[Saved entries]
--------------------------------------------------

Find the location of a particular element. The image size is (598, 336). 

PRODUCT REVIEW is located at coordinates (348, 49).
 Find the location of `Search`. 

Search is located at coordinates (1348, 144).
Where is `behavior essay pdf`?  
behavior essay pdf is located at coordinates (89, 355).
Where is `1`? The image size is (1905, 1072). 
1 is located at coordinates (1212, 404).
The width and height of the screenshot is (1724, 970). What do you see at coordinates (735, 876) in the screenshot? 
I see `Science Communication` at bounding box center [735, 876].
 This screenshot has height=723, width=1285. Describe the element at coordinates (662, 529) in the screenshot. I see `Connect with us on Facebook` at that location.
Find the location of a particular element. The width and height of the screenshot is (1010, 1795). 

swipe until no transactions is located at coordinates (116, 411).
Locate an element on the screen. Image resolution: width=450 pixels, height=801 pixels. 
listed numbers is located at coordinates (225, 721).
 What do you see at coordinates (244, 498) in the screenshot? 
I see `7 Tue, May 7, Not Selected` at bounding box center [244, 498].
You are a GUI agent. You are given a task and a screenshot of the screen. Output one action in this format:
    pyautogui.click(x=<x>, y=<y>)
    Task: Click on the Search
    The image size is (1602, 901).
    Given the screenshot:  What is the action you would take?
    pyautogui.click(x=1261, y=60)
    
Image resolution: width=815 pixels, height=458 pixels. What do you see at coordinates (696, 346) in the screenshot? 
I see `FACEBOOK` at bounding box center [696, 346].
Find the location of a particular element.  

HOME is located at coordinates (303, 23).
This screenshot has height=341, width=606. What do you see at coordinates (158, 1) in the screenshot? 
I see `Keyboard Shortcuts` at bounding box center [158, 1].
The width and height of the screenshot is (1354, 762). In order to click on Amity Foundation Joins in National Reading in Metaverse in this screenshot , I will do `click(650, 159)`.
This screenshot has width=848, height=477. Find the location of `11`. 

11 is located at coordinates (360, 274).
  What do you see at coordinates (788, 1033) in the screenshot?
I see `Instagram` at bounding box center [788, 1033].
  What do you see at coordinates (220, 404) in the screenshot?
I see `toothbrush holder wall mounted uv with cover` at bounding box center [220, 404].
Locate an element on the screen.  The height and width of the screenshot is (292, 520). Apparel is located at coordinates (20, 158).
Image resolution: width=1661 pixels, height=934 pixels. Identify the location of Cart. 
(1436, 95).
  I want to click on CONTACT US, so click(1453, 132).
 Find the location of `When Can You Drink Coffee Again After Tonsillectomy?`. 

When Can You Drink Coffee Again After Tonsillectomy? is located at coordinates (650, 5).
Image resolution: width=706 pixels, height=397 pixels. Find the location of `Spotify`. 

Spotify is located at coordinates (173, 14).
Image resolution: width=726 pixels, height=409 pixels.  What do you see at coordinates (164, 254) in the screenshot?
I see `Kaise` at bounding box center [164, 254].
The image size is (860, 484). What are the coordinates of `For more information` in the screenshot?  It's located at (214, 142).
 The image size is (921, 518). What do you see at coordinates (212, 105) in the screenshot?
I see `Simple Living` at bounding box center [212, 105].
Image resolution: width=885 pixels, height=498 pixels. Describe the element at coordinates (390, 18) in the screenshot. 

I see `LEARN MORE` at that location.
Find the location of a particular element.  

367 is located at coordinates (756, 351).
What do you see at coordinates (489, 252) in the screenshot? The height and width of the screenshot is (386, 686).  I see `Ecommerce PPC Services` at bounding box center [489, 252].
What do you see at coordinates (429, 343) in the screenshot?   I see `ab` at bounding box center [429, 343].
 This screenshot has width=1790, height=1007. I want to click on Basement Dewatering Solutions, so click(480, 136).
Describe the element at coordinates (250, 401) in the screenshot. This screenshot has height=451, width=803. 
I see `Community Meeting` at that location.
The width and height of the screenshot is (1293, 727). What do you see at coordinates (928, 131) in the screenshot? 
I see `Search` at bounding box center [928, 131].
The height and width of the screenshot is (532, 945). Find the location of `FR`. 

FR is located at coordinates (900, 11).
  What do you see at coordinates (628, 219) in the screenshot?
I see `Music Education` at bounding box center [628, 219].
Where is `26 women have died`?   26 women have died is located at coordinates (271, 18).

--------------------------------------------------

All the lines above should appear again in the answer, exactly as written.

EXERCISE RESULT.
Find the location of a particular element. The image size is (598, 336). 

PRODUCT REVIEW is located at coordinates (348, 49).
 Find the location of `Search`. 

Search is located at coordinates (1348, 144).
Where is `behavior essay pdf`?  
behavior essay pdf is located at coordinates (89, 355).
Where is `1`? The image size is (1905, 1072). 
1 is located at coordinates (1212, 404).
The width and height of the screenshot is (1724, 970). What do you see at coordinates (735, 876) in the screenshot? 
I see `Science Communication` at bounding box center [735, 876].
 This screenshot has height=723, width=1285. Describe the element at coordinates (662, 529) in the screenshot. I see `Connect with us on Facebook` at that location.
Find the location of a particular element. The width and height of the screenshot is (1010, 1795). 

swipe until no transactions is located at coordinates (116, 411).
Locate an element on the screen. Image resolution: width=450 pixels, height=801 pixels. 
listed numbers is located at coordinates (225, 721).
 What do you see at coordinates (244, 498) in the screenshot? 
I see `7 Tue, May 7, Not Selected` at bounding box center [244, 498].
You are a GUI agent. You are given a task and a screenshot of the screen. Output one action in this format:
    pyautogui.click(x=<x>, y=<y>)
    Task: Click on the Search
    The image size is (1602, 901).
    Given the screenshot:  What is the action you would take?
    pyautogui.click(x=1261, y=60)
    
Image resolution: width=815 pixels, height=458 pixels. What do you see at coordinates (696, 346) in the screenshot? 
I see `FACEBOOK` at bounding box center [696, 346].
Find the location of a particular element.  

HOME is located at coordinates (303, 23).
This screenshot has height=341, width=606. What do you see at coordinates (158, 1) in the screenshot? 
I see `Keyboard Shortcuts` at bounding box center [158, 1].
The width and height of the screenshot is (1354, 762). In order to click on Amity Foundation Joins in National Reading in Metaverse in this screenshot , I will do `click(650, 159)`.
This screenshot has width=848, height=477. Find the location of `11`. 

11 is located at coordinates (360, 274).
  What do you see at coordinates (788, 1033) in the screenshot?
I see `Instagram` at bounding box center [788, 1033].
  What do you see at coordinates (220, 404) in the screenshot?
I see `toothbrush holder wall mounted uv with cover` at bounding box center [220, 404].
Locate an element on the screen.  The height and width of the screenshot is (292, 520). Apparel is located at coordinates (20, 158).
Image resolution: width=1661 pixels, height=934 pixels. Identify the location of Cart. 
(1436, 95).
  I want to click on CONTACT US, so click(1453, 132).
 Find the location of `When Can You Drink Coffee Again After Tonsillectomy?`. 

When Can You Drink Coffee Again After Tonsillectomy? is located at coordinates (650, 5).
Image resolution: width=706 pixels, height=397 pixels. Find the location of `Spotify`. 

Spotify is located at coordinates (173, 14).
Image resolution: width=726 pixels, height=409 pixels.  What do you see at coordinates (164, 254) in the screenshot?
I see `Kaise` at bounding box center [164, 254].
The image size is (860, 484). What are the coordinates of `For more information` in the screenshot?  It's located at (214, 142).
 The image size is (921, 518). What do you see at coordinates (212, 105) in the screenshot?
I see `Simple Living` at bounding box center [212, 105].
Image resolution: width=885 pixels, height=498 pixels. Describe the element at coordinates (390, 18) in the screenshot. 

I see `LEARN MORE` at that location.
Find the location of a particular element.  

367 is located at coordinates (756, 351).
What do you see at coordinates (489, 252) in the screenshot? The height and width of the screenshot is (386, 686).  I see `Ecommerce PPC Services` at bounding box center [489, 252].
What do you see at coordinates (429, 343) in the screenshot?   I see `ab` at bounding box center [429, 343].
 This screenshot has width=1790, height=1007. I want to click on Basement Dewatering Solutions, so click(480, 136).
Describe the element at coordinates (250, 401) in the screenshot. This screenshot has height=451, width=803. 
I see `Community Meeting` at that location.
The width and height of the screenshot is (1293, 727). What do you see at coordinates (928, 131) in the screenshot? 
I see `Search` at bounding box center [928, 131].
The height and width of the screenshot is (532, 945). Find the location of `FR`. 

FR is located at coordinates (900, 11).
  What do you see at coordinates (628, 219) in the screenshot?
I see `Music Education` at bounding box center [628, 219].
Where is `26 women have died`?   26 women have died is located at coordinates (271, 18).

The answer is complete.